Who the hell puts butter on Pop-Tarts?
Also, I finally watched the original Super Mario Bros. movie! It was fine!
Hey friends, welcome back to Follow Friday! This week, we’re talking about pawpaws, Pop-Tarts, accidental bookmarks, and more. But first, here are some AI-generated ducks dressed as Mario and his brother … Green Mario.
💉 Reminder: Get your COVID booster!
My left arm is sore as I write this because this week, I got my annual flu shot and the newest COVID-19 vaccine for 2025. I remember how momentous getting the first shots in 2021 was: Just getting an appointment was an ordeal, and then I queued for at least 30 minutes outside the vaccine site, nervously checking my phone. What if they run out? etc.
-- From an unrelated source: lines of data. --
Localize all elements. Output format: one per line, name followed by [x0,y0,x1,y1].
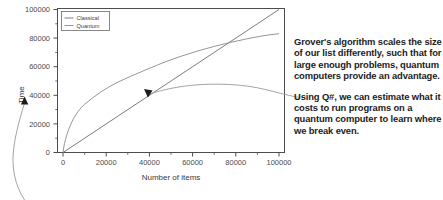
chart-legend: Classical Quantum [62,12,110,31]
x-tick-label: 0 [61,158,65,167]
chart-svg: 100000 80000 60000 40000 20000 0 Time [0,0,300,200]
x-tick-label: 60000 [182,158,203,167]
y-axis-tick-labels: 100000 80000 60000 40000 20000 0 [25,5,50,157]
x-tick-label: 40000 [139,158,160,167]
series-line-quantum [63,34,279,153]
annotation-leader-line [150,84,301,97]
y-axis-callout-curve [13,104,25,200]
y-tick-label: 40000 [29,91,50,100]
x-tick-label: 20000 [96,158,117,167]
legend-label-classical: Classical [77,15,99,21]
y-tick-label: 100000 [25,5,50,14]
annotation-paragraph-1: Grover's algorithm scales the size of ou… [294,36,443,82]
x-tick-label: 100000 [266,158,291,167]
chart-figure: 100000 80000 60000 40000 20000 0 Time [0,0,300,200]
legend-label-quantum: Quantum [77,23,100,29]
x-axis-tick-labels: 0 20000 40000 60000 80000 100000 [61,158,292,167]
series-line-classical [63,10,279,153]
annotation-text-block: Grover's algorithm scales the size of ou… [294,36,443,136]
y-tick-label: 80000 [29,34,50,43]
y-tick-label: 60000 [29,62,50,71]
x-tick-label: 80000 [225,158,246,167]
y-tick-label: 0 [46,148,50,157]
x-axis-title: Number of items [142,173,201,182]
annotation-paragraph-2: Using Q#, we can estimate what it costs … [294,91,443,137]
figure-screenshot: 100000 80000 60000 40000 20000 0 Time [0,0,443,200]
y-tick-label: 20000 [29,120,50,129]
That experience is hilarious in hindsight because getting my annual vaccine has become so easy. I rolled up to Walgreens, stood in no line, and was boosted & out of there in eight minutes. Consider this your reminder to get yours, too.
📰 What I’m reading
America’s forgotten fruit: “Today, wild pawpaws still grow in 26 states, from northern Florida to Pennsylvania and across the Midwest into Nebraska. But even though they appear in abundance each fall, few people are aware of the delicious treasures hiding nearby.”
Legalizing sports gambling was a mistake: “Legalization increases the risk that a household goes bankrupt by 25 to 30 percent, and increases debt delinquency. These problems seem to concentrate among young men living in low-income counties—further evidence that those most hurt by sports gambling are the least well-off.”
Understanding anti-woke tech bros: “These guys romanticize the idea of working with their hands, but it’s far more likely they spend their days typing on a laptop (or better yet, speaking into a podcast mic). Rather than a remote log cabin, they imagine escaping to their very own civilization on a corporate-owned self-governing city-state — er, ‘networked state.’ They’re not driving lifted trucks; they’re buying bulletproof hunks of metal that look like they came out of Cyberpunk 2077. Like Ron Swanson, they still love animal protein, but now they may be eating it literally raw.”
Hang on to your physical driver’s license: “No matter what, teaching people they can add their IDs to their phones means some people will inevitably leave the house without physical ID, and that means creating the opportunity for cops to demand phones — which you should never, ever do. Technical details of your digital ID aside, handing your phone to a police officer grants law enforcement a lot of power over some of your most intimate personal data.”
Don’t give up on pronouncing someone’s name: “I cannot speak for everyone with a unique name, but in my opinion, I’d rather someone try to pronounce a name than just give up. Personally, I am not offended when either my first or last name is mispronounced but rather thankful someone took the effort to give my name dignity by attempting to say it — as I do theirs.”
🎧 What I’m listening to
Despite living in Northern California, I’m not a huge wine drinker. But I have made many daytrips to Napa and Sonoma counties, some of them on oppressively hot days. On this episode of Short Wave, Lauren Sommer answers a question I’ve thought about often: What is climate change doing to the grapes? Especially interesting is the impact on one specific, popular variety: Cabernet Sauvignon.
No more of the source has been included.